Love Knows No Borders

Pop quiz: what do celebrity couples David Bowie and Iman, and Seal and Heidi Klum have in common? Apart from the obvious singer-model coupling, they are also part of a huge community who have overcome geographical borders to meet and marry people of different nationalities. Both Bowie and Seal are English, while Klum is German and Iman is Somali-born.
It seems that being born in different countries – or continents, even – is no barrier to falling in love. And in this day and age of the internet, international marriages aren’t just for the rich and famous.
Here in the Reader’s Digest office, we have at least two such couplings: our American design director David Ross married his Japanese wife, Hiroko, four years ago, while Natalie Thompson, an editor on Discovery Channel Magazine, who is English, is expecting her first child with her Taiwanese husband, Victor.
Global statistics aren’t available currently, but if Singapore is anything to go by – nearly 40 percent of all marriages registered in 2008 involved a non-citizen spouse – what we’re looking at is a social trend that’s more than caught on.

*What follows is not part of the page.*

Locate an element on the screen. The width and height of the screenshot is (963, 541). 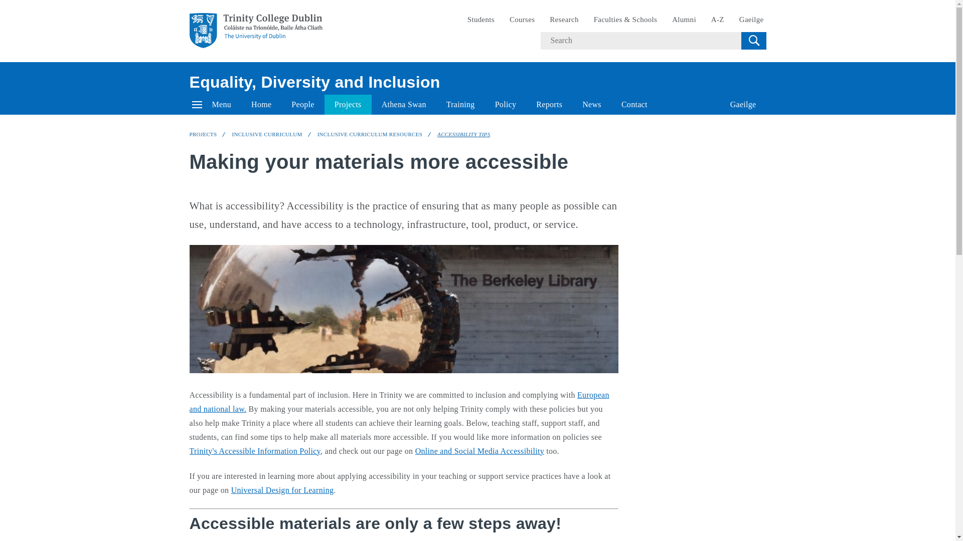
A-Z is located at coordinates (717, 20).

It’s certainly not a new concept. International marriages have been around for a very long time. Just think of Europe’s royal families. The best way to build an alliance was to marry a royal from another country. Think Henry VIII and his unfortunate first wife, Katherine of Aragon – a failed Anglo-Spanish merger.
What is new about international marriages in the 21st century is that the couples coming together are about as diverse as they get. That’s really due to the advent of easy, affordable travel – planes have turned our planet into a veritable global village.

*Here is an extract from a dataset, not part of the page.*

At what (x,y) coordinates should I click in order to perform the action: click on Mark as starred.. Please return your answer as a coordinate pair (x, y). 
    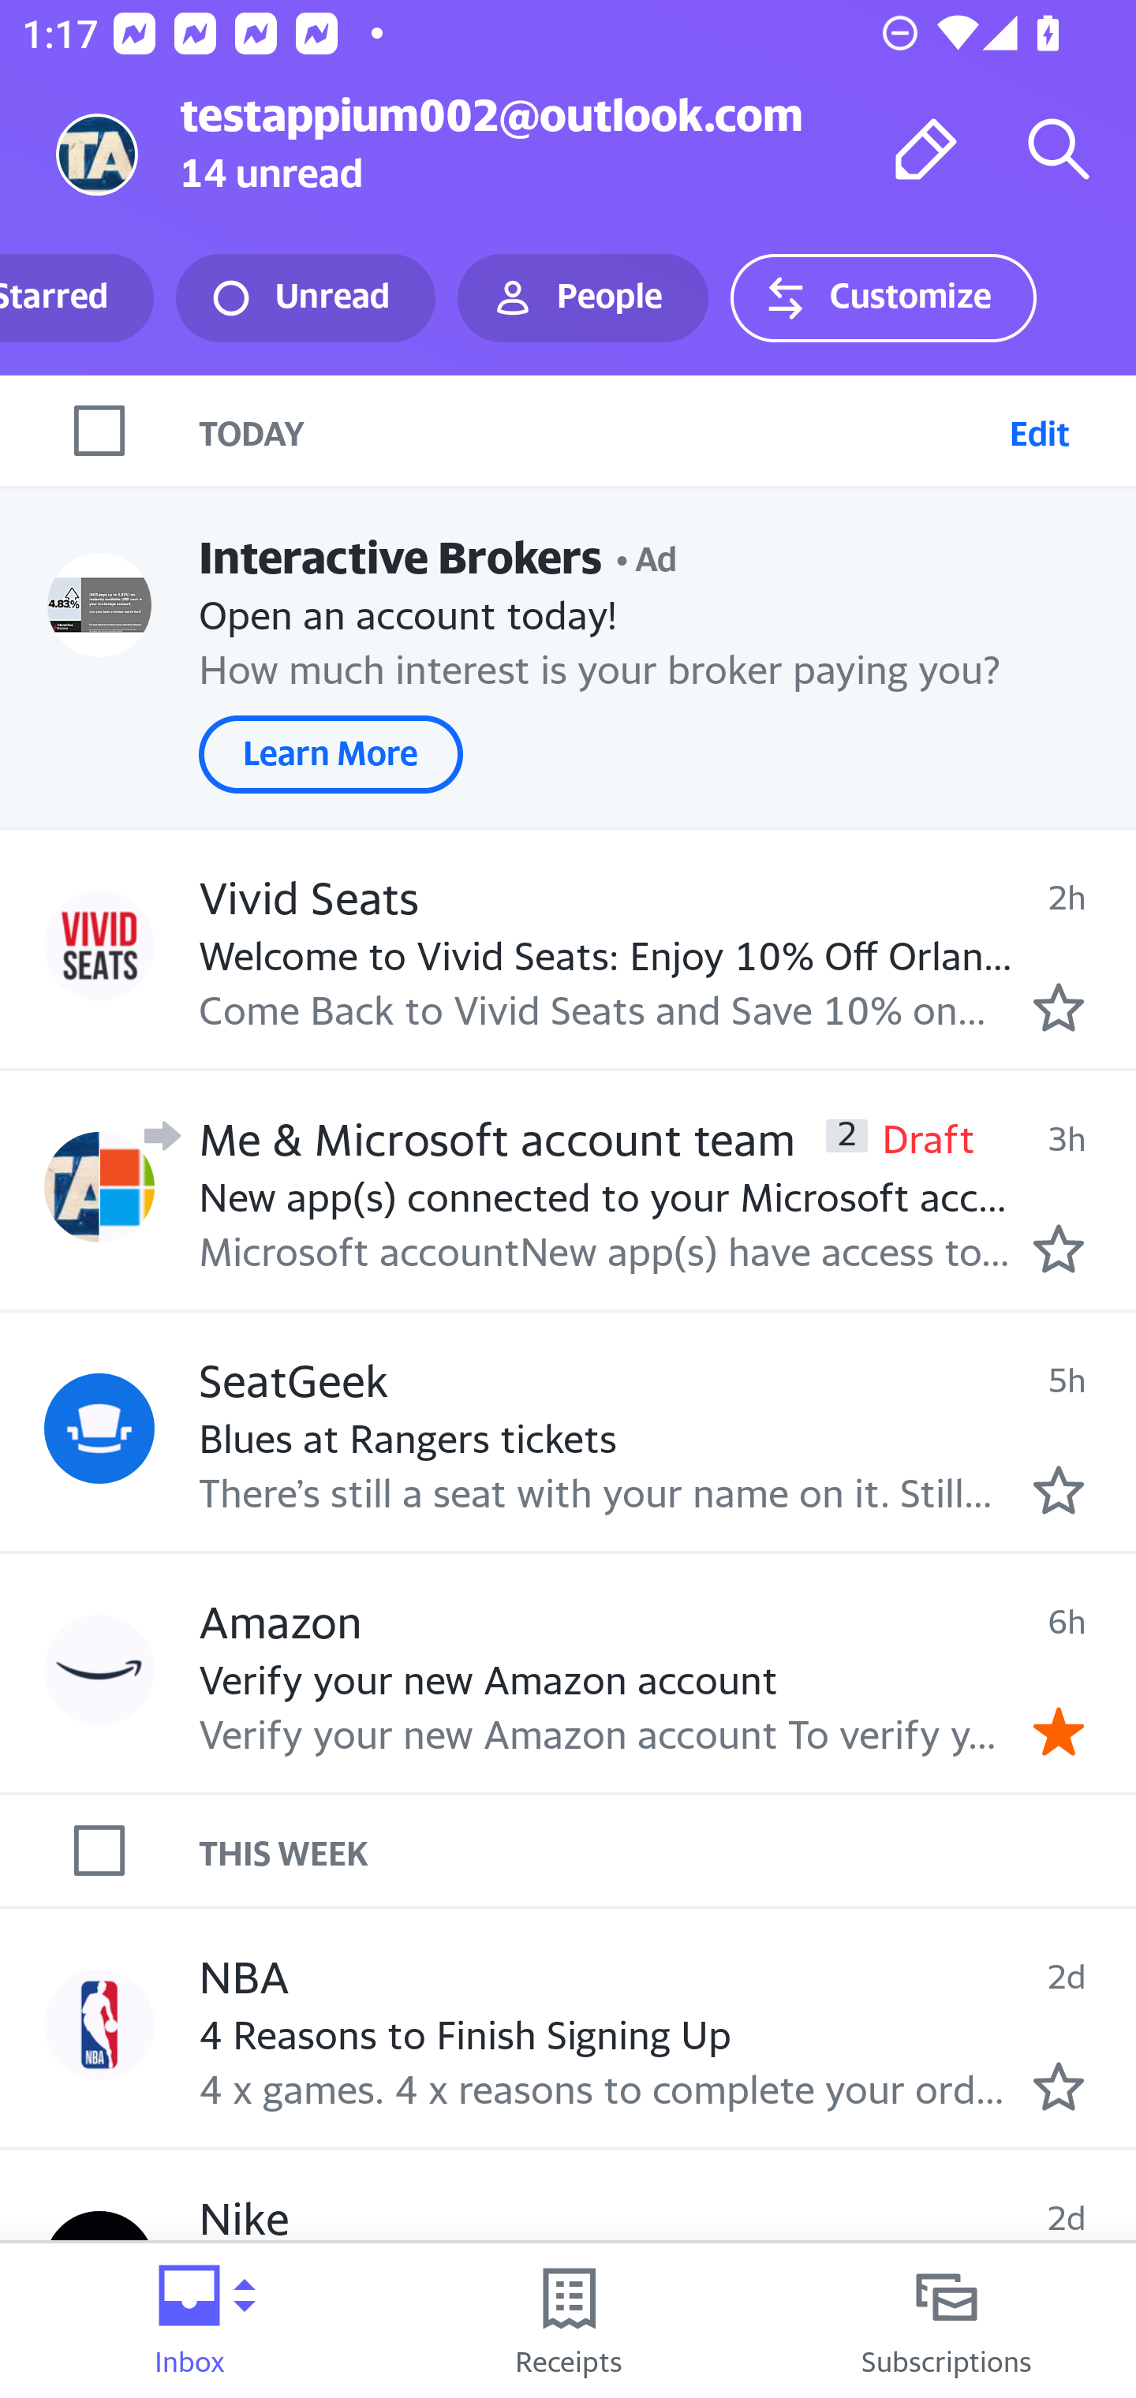
    Looking at the image, I should click on (1059, 1008).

Meeting your significant other as a student overseas or while travelling for work or pleasure is commonplace. But wherever your spouse is from and regardless of how you met, the experts say the same thing: while cultural differences create more possibilities for conflict and misunderstanding, they do not determine the success – or failure – of a marriage.
“It’s more of how couples deal with such differences and disappointments that determines the quality of the marriage,” says Jonathon Siew, a marriage counsellor based in Singapore. Three couples we spoke to echo this view. Here are their Valentine stories.
Melanie Albat & Cuong Tu
It’s lunchtime at the Asia Garden restaurant in Hanover, Germany. It’s one of the busiest days in August of 2000, but part-time waitress Melanie Albat has things under control. A voice drifts across the cacophony of customers. It’s soft, but distinctive. Both mellow and soothing, it flows seamlessly between flawless German and English.
Melanie’s interest is piqued. She checks out the owner of the voice, who is sitting at a table that’s not in her section. Undeterred, Melanie deftly proceeds to serve lunch at the table she’s eyeing, and promptly drops a plate of hot beef on the table where an unsuspecting Cuong Tu is seated.
“I was sitting and Melanie was wearing tight pants. I’ll be very honest with you – I thought she was very sensual,” Cuong recalls. The next three weeks saw Cuong going back to the restaurant in hopes of catching her there, but he kept missing her. Finally, their paths crossed again.
“The moment she saw me, she went, ‘Where the hell have you been?’, and I knew I was in. She was the one. I didn’t go back for the food; it wasn’t particularly amazing. I went back for her. I was 27 and she 22 at the time. We’ve been together almost ten years, and have been married for five.”
The classic tale of boy meets girl has a twist – Melanie is German and Cuong is Australian. They met, courted and married despite 10,000 miles separating their native countries.
Born Vietnamese, Cuong is an Australian of Chinese heritage. His family fled Vietnam in an oil tanker together with 3000 people, and were taken in by Germany as refugees. Cuong lived there with his parents for six years. When he was 11, his family migrated to Australia.
Melanie isn’t your typical German either. Her mother is Spanish, adding a fiery element into the mix of cultures and languages.
Between them, they speak four different tongues. How do they communicate?
“In the beginning of our rela-tionship, we would speak in half English, half German. Later, we switched to German,” says Melanie. “I’ve decided that at home, we need to speak German, because we speak English all day at work. I also have the feeling that I get my point across much better in German.”
“But when I swear at her, I do it in English,” quips Cuong. “It’s more effective. German swear words aren’t as nice – they’re not as brutal.”